On Dec. 10, the same day that Jewish families will gather to celebrate the first night of Chanukah, we will also mark 72 years since the United Nations’ adoption in 1948 of the Universal Declaration of Human Rights.

The historic document, for the first time, set out a number of fundamental human rights, including Article 18 of the Universal Declaration, which states: “Everyone has the right to freedom of thought, conscience and religion; this right includes freedom to change his religion or belief, and freedom, either alone or in community with others and in public or private, to manifest his religion or belief in teaching, practice, worship and observance.”

However, as we assess the current state of religious freedom around the world, how does it measure up against this noble goal? A brief glimpse would suggest not particularly well, with religious freedom increasingly under relentless assault.

In China, more than one million ethnic Uyghur Muslims have been herded into concentration camps by the Chinese Communist Party, which is seeking to ethnically cleanse this community through a state-sponsored infrastructure of forced sterilizations, abortions, torture, electrocution and even murder.

In Iran, blasphemy, apostasy and proselytizing of Muslims are crimes punishable by death, as is the case in a number of Muslim countries in the Middle East. Minorities, such as the indigenous Baha’is and Christian converts, are still not recognized under the Iranian constitution, and are frequently subjected to violence, torture, discrimination and arbitrary arrest, at the hands of Iranian authorities.

Meanwhile, Turkey continues its Islamization of the country and unabated assault against religious minorities. This year, Turkish President Recep Tayyip Erdoğan ordered at least two ancient churches to be converted into mosques, in his seemingly relentless campaign to erase all traces of Orthodox Christianity in the country.

Arsen Ostrovsky

Across Africa, the Christian community continues to be singled out for persecution and violence, being driven out en masse. Only two weeks ago in the northeast of Nigeria, Islamist terrorists from Boko Haram slaughtered 110 people, as the world stood silent, in cold indifference to their plight.

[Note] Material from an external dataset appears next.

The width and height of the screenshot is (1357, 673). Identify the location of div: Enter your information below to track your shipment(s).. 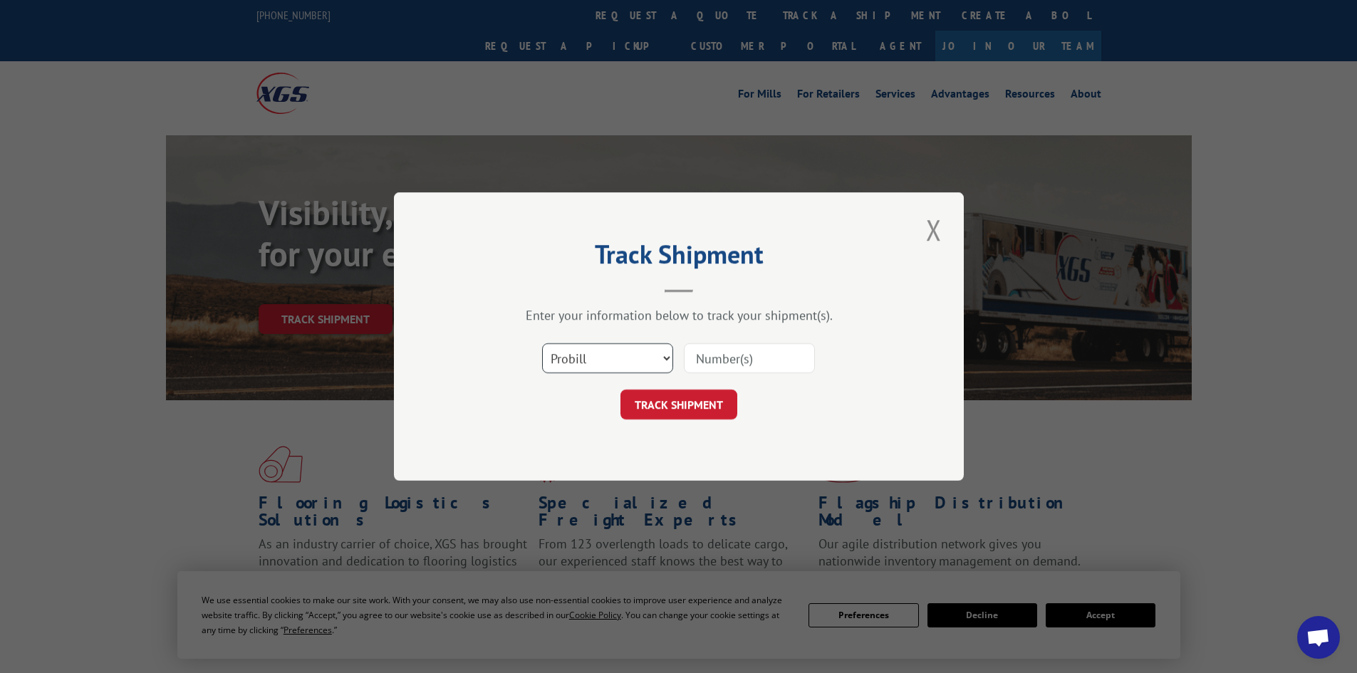
(679, 315).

Even many Jewish communities—first and foremost across Europe, but also in the United States and, of course, in Israel, 2,000 years after the Maccabee revolt for our freedom—are still being singled out and persecuted, for one reason and one reason only: because we are Jews or that we have chosen to live in the Jewish state.

Regrettably, the U.N. Human Rights Council, the very body entrusted as the guardian of the Universal Declaration of Human Rights, can no longer be relied upon to defend the oppressed and hold accountable their oppressors. How could it, having just elected gross human-rights abusers China, Russia, Cuba and Pakistan to the Council, where they will join the likes of Venezuela, Libya and Somalia?

In 2015, Lord Jonathan Sacks, the esteemed former chief rabbi of Britain who passed away last month, observed in the House of Lords, during a discussion on Article 18 of the Universal Declaration of Human Rights—the very article that purportedly enshrines our right to religious freedom and belief—that this freedom “is about our common humanity, and we must fight for it if we are not to lose it.” This, he said, “is the issue of our time.”

Therefore, those who believe in the right to religious freedom as a fundamental human right, irrespective of faith or background, must never remain indifferent when this very right is denied to others.

Like the Chanukah miracle, the light of religious freedom must prevail over intolerance; hope must prevail over despair and good must prevail over evil, for without the right for all to worship freely, no-one is truly free. That is the universal message of Chanukah.